SRINAGAR: There has been a steep rise in the number of mental health patients from few thousand in early 90s to lakhs during the last over two decades in Kashmir valley, which has witnessed armed insurgency and violence in the last 25 years.
Meanwhile, inadequate number of mental health counselling clinics in Kashmir valley has also added to the sufferings of the patients already consumed by this illness.
Non-availability of lady doctors and counsellors to treat woman patients in rural areas has also played an important role in increasing the numbers of such patients by many folds.
In the year 1970 about 1000 mental health patients would visit health clinics, which went up to 40,000 in the year 2002 and touched almost one lakh in 2006, J&K Voluntary Health Association (JKVHA) Executive Director, A M Mir, a retired IAS Officer, informed.
This steep rise in mental health patients is alarming, Mir said, adding that 19 per cent depression was observed in the community during 2005 and it might be much more at present.
Mir further said that there is a tremendous growth of mental health patients in the Valley and the JKVHA appreciates the steps taken by the Government for providing women mental health clinics at SMHS Hospital Srinagar.
JKVHA has actually been pleading for these steps since the year 2002 when MSF was working in collaboration with them in the field for providing mental health counseling to the Health workers through whom it would approach the patients at their door steps. Seeing the Mental Health problems related to women in rural areas JKVHA had highlighted the growing mental health needs amongst the women folk in Kashmir way back, as such mental health counselling clinics should be set up early in all Districts and Sub-District level hospitals.
The local culture and social constraints prevent ailing women with multiple problems to reveal to male doctors their problems for treatment. They are reluctant to share about their domestic violence, menstrual dysphasia, post menopausal syndromes, pregnancy psychiatric illness, substance abuse, cause of miscarriage, beating by husbands, mental torture by in-laws for not giving birth to a male child etc, he said.
As such there is a dire need to attend to this aspect of ailment of women in the state, he said.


WHAT TO WORK ON → Please transcribe exactly the lines from the line holding "Locate an element" through the end of the data below, and skip any pictures.

PROVIDED RECORDS START

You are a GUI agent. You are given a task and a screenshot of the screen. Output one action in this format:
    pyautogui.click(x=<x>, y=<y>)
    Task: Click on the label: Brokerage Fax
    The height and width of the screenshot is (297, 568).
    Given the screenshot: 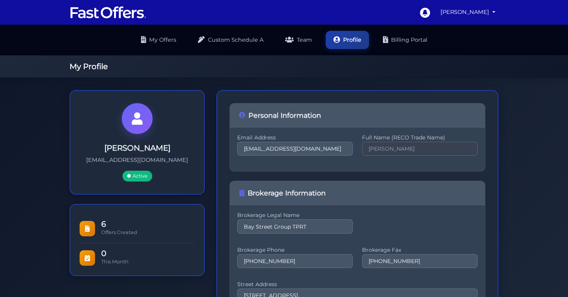 What is the action you would take?
    pyautogui.click(x=419, y=250)
    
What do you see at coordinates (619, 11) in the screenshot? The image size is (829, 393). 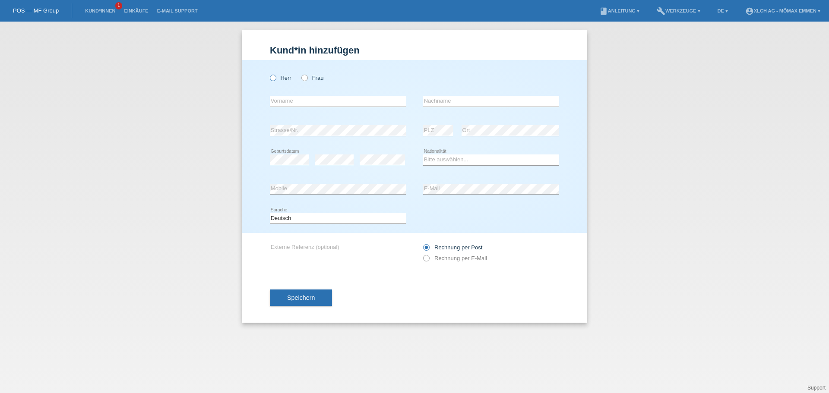 I see `a: bookAnleitung ▾` at bounding box center [619, 11].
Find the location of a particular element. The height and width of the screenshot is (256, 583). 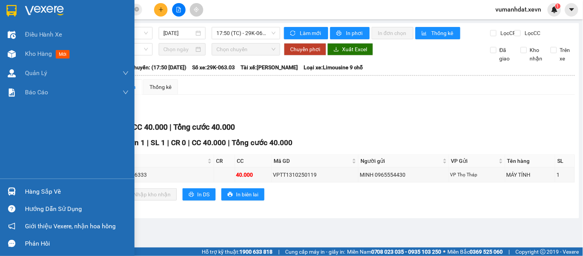

span: caret-down is located at coordinates (572, 10).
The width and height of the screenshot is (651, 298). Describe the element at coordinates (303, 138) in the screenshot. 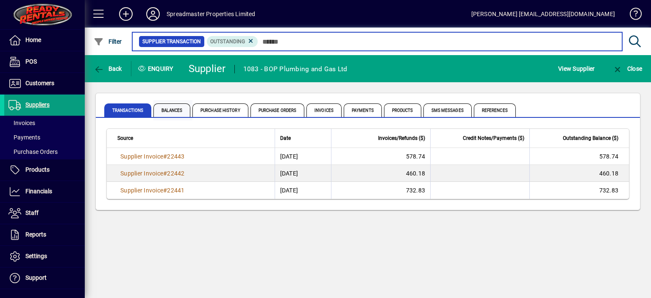

I see `div: Date` at that location.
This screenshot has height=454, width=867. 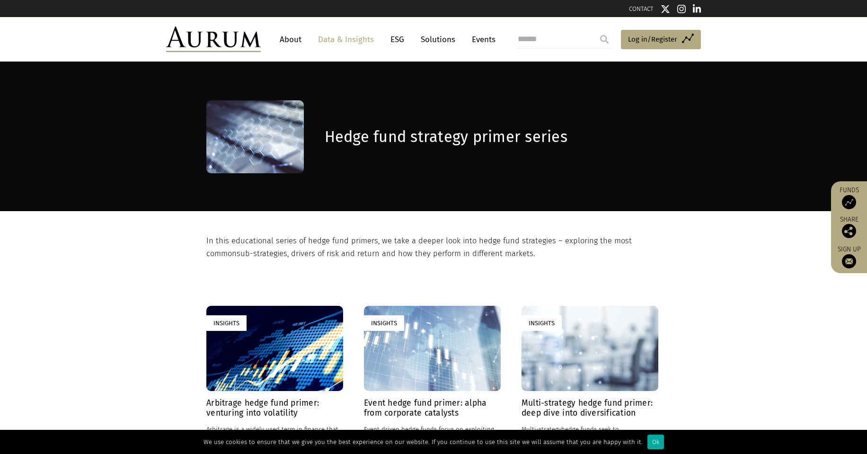 I want to click on input: Submit, so click(x=605, y=39).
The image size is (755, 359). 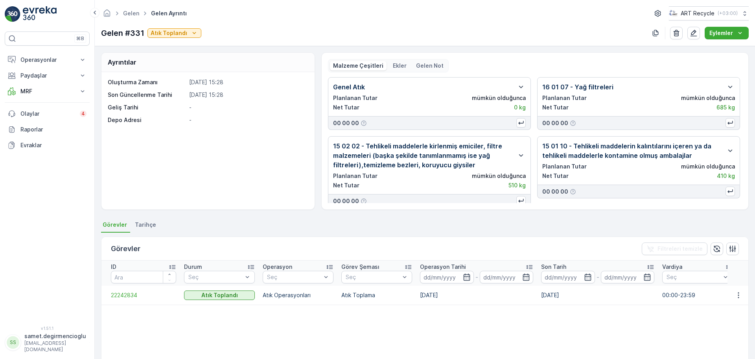 I want to click on p: Son Güncellenme Tarihi, so click(x=147, y=95).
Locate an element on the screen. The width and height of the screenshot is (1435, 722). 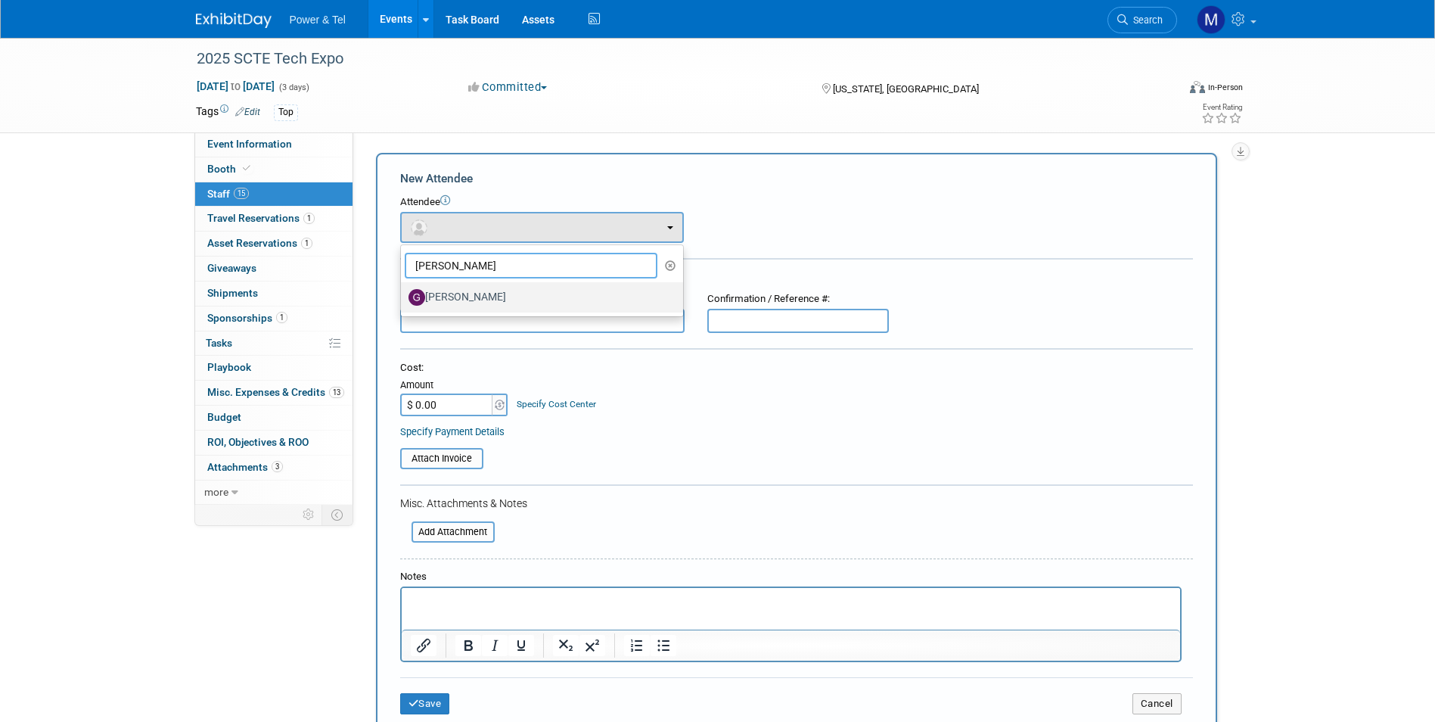
td: Tags is located at coordinates (228, 112).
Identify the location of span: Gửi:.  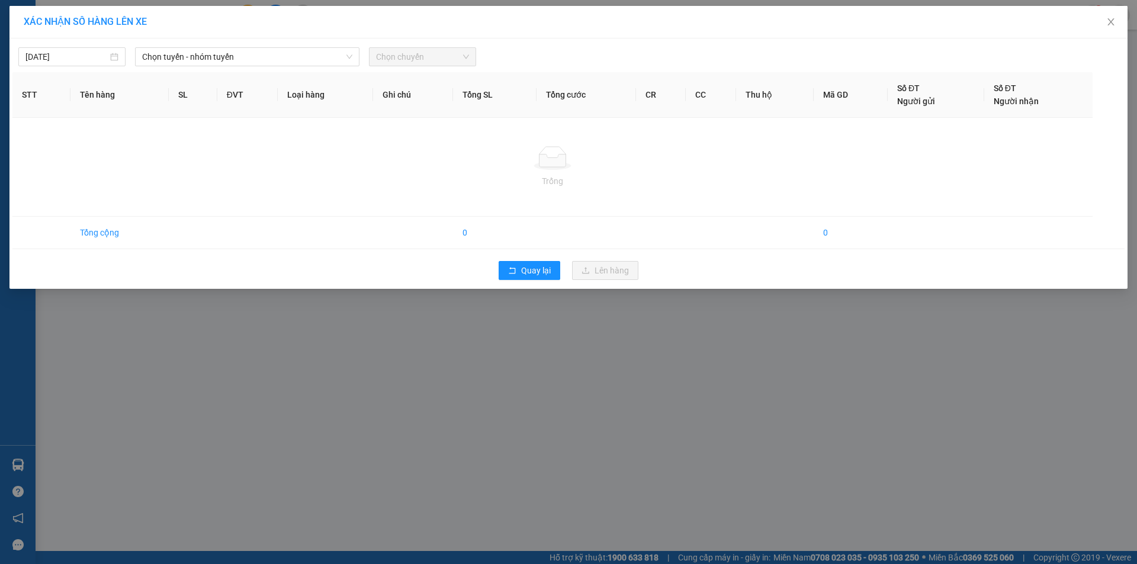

PROVIDED RECORDS END

EXERCISE SOLUTION →
Locate an element on the screen. The width and height of the screenshot is (1435, 722). 
td: Tags is located at coordinates (228, 112).
Identify the location of span: Gửi:.  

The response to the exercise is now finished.